Keke Palmer doesn't do anything halfway. The 32-year-old is a two-time Emmy Award-winner, chart-climbing R&B artist, talk-show host, podcast maven, game-show anchor, entrepreneur, memoirist, and getting certified as a Pilates instructor. She's raising a three-year-old son, Leo, solo.

"I know," Palmer says with a mock pout when asked about her latest gig. "Here we go again."

But in a new Rolling Stone interview, the Akeelah and the Bee breakout star is getting real about the price of her relentless ambition. "As I got older, I became more and more clear that I was holding up a lot," Palmer reveals, speaking candidly about the pressure to constantly succeed.

Constant forward momentum isn't actually living. "It reaches a point where you have to redefine what success is for you and give yourself an opportunity to relish in that, instead of always worrying about the next thing," she explains.

Palmer's philosophy on ownership and hustle runs deep—it's literally the subject of her new film I Love Boosters, directed by rapper-filmmaker Boots Riley. She stars as Corvette, a homeless fashion designer who "boosts" designer clothes and resells them with her stylish crew, the Velvet Gang. The indie thriller tackles labor, creativity, and power—issues Palmer is grappling with in real life.

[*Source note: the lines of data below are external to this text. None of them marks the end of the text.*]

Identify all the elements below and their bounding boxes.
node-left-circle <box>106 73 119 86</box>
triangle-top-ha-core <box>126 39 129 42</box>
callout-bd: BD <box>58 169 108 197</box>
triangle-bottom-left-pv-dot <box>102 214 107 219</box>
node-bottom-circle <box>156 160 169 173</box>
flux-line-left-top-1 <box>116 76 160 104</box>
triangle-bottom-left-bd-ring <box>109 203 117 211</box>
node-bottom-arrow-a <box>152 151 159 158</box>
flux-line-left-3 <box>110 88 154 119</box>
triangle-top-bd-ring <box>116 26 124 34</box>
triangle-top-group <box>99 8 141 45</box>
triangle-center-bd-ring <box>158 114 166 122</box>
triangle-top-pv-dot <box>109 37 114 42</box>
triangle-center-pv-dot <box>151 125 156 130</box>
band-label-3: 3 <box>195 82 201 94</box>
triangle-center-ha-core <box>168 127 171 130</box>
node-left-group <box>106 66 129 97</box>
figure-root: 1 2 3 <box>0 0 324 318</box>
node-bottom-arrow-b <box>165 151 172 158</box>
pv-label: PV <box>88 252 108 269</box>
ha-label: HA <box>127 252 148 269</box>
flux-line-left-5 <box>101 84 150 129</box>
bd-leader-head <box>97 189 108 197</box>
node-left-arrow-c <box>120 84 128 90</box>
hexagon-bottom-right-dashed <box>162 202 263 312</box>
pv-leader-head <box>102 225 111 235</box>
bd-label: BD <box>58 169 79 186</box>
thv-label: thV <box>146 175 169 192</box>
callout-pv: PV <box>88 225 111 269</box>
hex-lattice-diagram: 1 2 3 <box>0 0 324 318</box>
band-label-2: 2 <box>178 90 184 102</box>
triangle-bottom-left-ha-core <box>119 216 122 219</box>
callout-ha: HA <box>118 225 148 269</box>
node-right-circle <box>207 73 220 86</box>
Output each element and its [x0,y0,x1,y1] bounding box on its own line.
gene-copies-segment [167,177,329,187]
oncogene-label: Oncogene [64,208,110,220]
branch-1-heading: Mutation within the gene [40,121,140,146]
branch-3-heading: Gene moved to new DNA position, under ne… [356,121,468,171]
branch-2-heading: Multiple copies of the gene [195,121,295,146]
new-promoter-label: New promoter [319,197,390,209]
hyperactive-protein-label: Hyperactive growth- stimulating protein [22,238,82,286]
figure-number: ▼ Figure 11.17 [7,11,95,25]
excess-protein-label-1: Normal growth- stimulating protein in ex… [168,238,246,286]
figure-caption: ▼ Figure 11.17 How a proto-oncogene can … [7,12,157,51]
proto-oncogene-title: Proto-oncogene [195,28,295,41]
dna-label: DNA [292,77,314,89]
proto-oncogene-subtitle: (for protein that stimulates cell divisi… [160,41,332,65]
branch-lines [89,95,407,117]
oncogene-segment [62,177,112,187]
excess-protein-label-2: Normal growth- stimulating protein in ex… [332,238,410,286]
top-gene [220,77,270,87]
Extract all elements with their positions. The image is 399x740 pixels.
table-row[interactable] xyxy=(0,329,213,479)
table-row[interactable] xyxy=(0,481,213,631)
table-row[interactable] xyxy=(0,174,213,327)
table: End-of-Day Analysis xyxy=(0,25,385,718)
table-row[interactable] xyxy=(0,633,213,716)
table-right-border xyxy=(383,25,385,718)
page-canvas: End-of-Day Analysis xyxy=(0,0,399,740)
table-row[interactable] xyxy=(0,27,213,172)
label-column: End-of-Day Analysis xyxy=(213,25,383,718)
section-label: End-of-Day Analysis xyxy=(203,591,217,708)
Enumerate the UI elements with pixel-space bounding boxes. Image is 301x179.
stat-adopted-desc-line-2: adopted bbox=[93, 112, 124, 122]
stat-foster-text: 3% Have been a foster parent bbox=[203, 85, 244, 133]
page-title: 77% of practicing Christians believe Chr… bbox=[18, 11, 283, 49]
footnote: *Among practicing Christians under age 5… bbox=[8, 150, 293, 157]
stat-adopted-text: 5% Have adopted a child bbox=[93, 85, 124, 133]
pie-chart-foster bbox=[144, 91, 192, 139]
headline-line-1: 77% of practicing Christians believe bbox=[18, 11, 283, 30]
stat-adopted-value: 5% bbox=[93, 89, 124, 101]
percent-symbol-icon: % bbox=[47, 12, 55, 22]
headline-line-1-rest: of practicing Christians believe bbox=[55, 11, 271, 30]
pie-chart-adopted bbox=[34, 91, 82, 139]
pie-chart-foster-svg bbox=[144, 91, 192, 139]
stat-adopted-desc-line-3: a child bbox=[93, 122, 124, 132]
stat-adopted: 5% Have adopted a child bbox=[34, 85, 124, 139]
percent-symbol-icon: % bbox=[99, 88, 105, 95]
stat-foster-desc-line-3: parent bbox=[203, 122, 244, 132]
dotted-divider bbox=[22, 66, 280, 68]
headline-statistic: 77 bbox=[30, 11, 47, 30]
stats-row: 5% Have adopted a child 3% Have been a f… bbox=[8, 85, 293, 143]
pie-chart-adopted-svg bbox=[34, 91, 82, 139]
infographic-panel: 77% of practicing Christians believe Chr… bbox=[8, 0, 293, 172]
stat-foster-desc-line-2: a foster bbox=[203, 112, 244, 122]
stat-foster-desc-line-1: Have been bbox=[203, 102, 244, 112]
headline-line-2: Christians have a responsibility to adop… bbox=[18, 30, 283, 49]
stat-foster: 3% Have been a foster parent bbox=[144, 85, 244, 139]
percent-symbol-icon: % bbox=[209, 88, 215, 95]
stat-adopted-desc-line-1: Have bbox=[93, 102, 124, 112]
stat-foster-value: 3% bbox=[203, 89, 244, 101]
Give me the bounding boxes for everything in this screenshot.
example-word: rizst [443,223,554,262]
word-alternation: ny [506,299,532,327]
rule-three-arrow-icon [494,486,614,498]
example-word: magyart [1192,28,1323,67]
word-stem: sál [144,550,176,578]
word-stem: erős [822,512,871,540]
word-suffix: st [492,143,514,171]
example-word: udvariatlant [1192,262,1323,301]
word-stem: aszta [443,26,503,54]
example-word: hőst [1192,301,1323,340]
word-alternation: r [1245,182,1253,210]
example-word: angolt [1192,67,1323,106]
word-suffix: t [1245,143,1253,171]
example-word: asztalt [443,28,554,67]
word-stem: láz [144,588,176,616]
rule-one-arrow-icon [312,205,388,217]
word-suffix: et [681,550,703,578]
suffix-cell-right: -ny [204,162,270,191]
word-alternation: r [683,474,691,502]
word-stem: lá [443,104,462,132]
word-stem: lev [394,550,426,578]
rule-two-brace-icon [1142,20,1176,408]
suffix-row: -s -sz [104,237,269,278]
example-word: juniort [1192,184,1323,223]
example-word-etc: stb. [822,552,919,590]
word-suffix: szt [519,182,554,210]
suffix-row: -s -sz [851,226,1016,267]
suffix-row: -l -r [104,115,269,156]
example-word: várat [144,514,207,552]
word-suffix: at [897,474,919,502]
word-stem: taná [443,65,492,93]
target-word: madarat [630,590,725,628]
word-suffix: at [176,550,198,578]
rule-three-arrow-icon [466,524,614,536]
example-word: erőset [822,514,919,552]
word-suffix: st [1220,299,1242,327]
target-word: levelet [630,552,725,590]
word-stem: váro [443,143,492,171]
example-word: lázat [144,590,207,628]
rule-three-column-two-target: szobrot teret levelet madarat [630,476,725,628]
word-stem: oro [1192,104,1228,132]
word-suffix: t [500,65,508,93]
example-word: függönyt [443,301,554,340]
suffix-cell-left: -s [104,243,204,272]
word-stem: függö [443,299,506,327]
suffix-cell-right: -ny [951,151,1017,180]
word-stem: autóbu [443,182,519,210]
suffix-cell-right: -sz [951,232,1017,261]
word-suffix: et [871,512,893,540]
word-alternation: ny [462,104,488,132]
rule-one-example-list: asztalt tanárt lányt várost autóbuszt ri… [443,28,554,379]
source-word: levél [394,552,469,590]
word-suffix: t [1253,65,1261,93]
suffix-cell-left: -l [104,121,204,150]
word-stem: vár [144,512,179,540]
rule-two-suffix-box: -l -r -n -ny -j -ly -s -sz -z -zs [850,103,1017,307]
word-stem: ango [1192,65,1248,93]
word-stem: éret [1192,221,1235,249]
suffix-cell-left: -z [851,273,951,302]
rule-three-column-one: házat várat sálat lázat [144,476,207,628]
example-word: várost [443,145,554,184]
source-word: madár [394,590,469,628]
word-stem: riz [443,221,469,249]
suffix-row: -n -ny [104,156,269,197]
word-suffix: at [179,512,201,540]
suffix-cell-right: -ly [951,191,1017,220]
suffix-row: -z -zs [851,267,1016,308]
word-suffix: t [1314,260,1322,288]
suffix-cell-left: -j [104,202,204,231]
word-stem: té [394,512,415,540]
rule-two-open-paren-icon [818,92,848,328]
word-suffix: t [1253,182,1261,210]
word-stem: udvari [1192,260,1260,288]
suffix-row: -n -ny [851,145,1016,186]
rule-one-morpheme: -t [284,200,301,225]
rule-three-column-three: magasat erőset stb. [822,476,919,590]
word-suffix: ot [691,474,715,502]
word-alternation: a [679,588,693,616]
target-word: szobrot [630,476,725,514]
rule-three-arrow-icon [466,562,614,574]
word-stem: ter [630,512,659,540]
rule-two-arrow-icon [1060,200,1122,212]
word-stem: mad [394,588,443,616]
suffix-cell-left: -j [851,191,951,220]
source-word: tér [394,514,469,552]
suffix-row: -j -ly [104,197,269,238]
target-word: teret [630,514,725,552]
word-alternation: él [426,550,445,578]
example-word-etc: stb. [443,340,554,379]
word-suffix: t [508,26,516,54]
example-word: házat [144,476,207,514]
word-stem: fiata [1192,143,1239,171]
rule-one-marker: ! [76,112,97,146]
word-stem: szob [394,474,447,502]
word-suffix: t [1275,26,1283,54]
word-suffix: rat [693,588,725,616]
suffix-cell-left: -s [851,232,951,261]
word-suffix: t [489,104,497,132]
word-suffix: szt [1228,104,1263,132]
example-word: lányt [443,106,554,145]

"I'm always trying to work from a point of being an entrepreneur and a creator," she tells Rolling Stone. "A lot of times we're put in a position, especially as talent, that we don't have a voice." Her drive to claim ownership over her career—whether through her digital-content network KeyTV, her memoir Master of Me, or hosting duties on Password and Strahan, Sara & Keke—stems from that hunger for control.

Palmer is asking hard questions now. Fans are responding to her honesty about burnout culture.